In Texas, James Talerico has made claims that his drive into the public square comes from his Christian faith. This motivation is nothing new, as the Republican Party has made this claim for the last 50 years. The political and evangelical right wing has brought in billions of dollars in political fundraising, helped numerous evangelical pastors sell books and packed megachurches. This was done under the idea that the Bible and Jesus really hate abortion and same-sex marriage.
It was a simple formula with easy targets, along with the benefit of blaming all the ills of America on the feminist movement. The evangelical logic always has been that once women decided to find agency in the boardroom, the classroom and the bedroom, gays appeared everywhere and divorce became rampant. Then came MTV, Madonna, Howard Stern and eventually the emasculation of the next generation.

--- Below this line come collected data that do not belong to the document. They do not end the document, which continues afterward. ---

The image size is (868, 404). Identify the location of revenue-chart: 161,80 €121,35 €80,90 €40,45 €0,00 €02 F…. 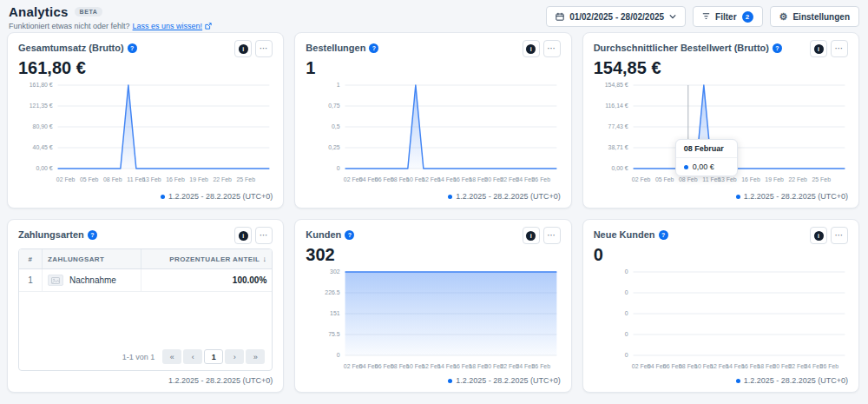
(146, 135).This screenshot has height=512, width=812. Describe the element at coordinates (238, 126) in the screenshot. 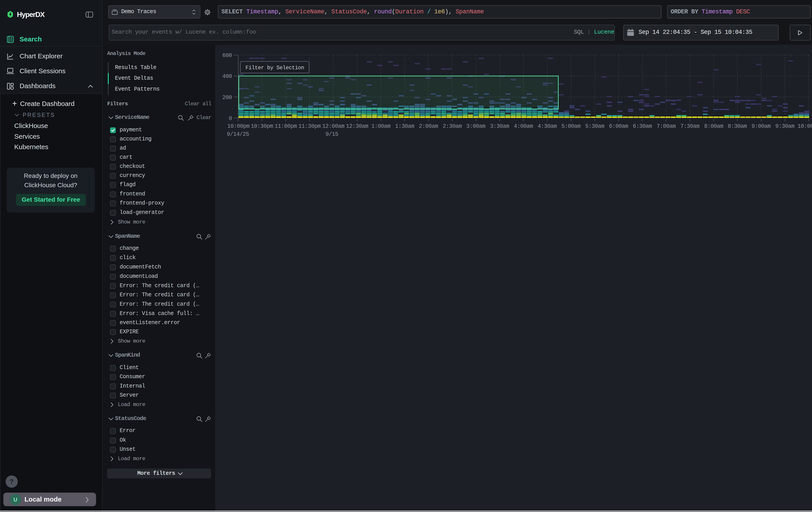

This also allowed any leader of the Republican evangelical leadership never to look in the mirror. In evangelical theology, Christ never speaks to any sins found in the wealthy, white, heterosexual community. Greed can’t ever be a problem, or misogyny, or violence, war or anything that could be interpreted as a sin found within this holy group of evangelicals.
The argument and demonization culminated in the evangelical connection to President Donald Trump, a man who is more an example of the Seven Deadly Sins than the Sermon on the Mount.
However, the American tide may be turning away from the evangelical shoreline, which is disconcerting to those who sold their souls to Trump. Their desperation is shown in their hateful rhetoric against a man cloaked in his Christian faith like James Talarico.
The political Christian Left has put forward a few politicians of late, but the evangelical movement felt confident they could defeat them because many of these candidates came from the Black Church. The evangelical movement never truly respected the Black Church.
In Talarico, the Christian Left has someone who could gain significant political power, and he is white, which evangelical leadership considers a problem. That’s why he’s a threat.
American Christians face a choice: Shall the faithful continue with a theology that vilifies all those who are not wealthy, heterosexual white men or should the faithful follow those fighting for the foreigner, the poor, the sick, the unwanted and the rejected?
The evangelical movement got it backward. They attack all those outside their walls and praise all those within the church walls.
There is a biblical metaphor where the sword is a “sword of the Spirit,” used to counter religious falsehood. This falsehood has been represented by the evangelical movement for the last 50 years. Another biblical weapon is a shield, or the “shield of faith,” as a protector against the evils of oppression and the sinful nature of the world.
Now is the right time to choose the side that protects the oppressed and condemns the righteous.
Nathaniel Manderson lives in Danvers, Mass. He was educated at a conservative seminary, trained as a minister, ordained through the American Baptist Churches USA and guided by liberal ideals. He has been a pastor, a career counselor, an academic adviser, a high school teacher and an advocate for first-generation and low-income students, along with being a paper delivery man, a construction worker, a FedEx package handler, Amazon driver and hospice chaplain.